Given data:
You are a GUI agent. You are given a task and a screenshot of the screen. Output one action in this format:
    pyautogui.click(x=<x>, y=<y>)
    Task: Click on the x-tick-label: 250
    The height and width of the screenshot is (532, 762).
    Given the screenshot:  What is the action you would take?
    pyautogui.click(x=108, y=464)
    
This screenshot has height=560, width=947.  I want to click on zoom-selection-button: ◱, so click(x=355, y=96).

--

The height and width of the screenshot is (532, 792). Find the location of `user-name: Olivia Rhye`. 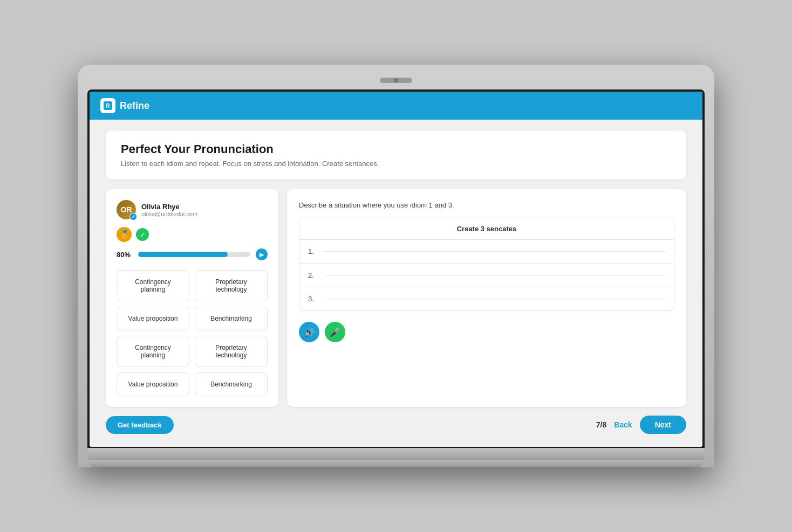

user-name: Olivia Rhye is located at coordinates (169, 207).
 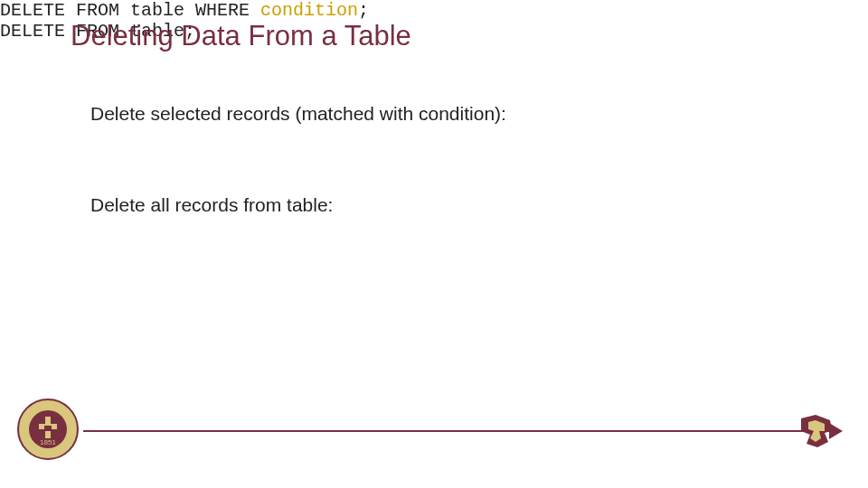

* * *

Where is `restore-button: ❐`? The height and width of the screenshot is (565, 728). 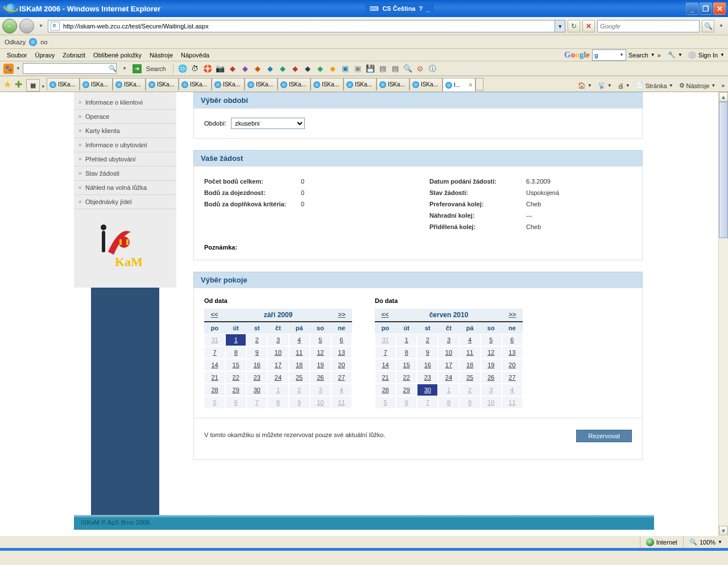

Problem description: Reproduce the lines above, beginning at the line with "The height and width of the screenshot is (532, 762)." and stopping after the line with "This screenshot has", exactly as they are.

Task answer:
    The height and width of the screenshot is (532, 762).
    Given the screenshot:  What is the action you would take?
    pyautogui.click(x=108, y=464)
    
This screenshot has height=560, width=947.  I want to click on zoom-selection-button: ◱, so click(x=355, y=96).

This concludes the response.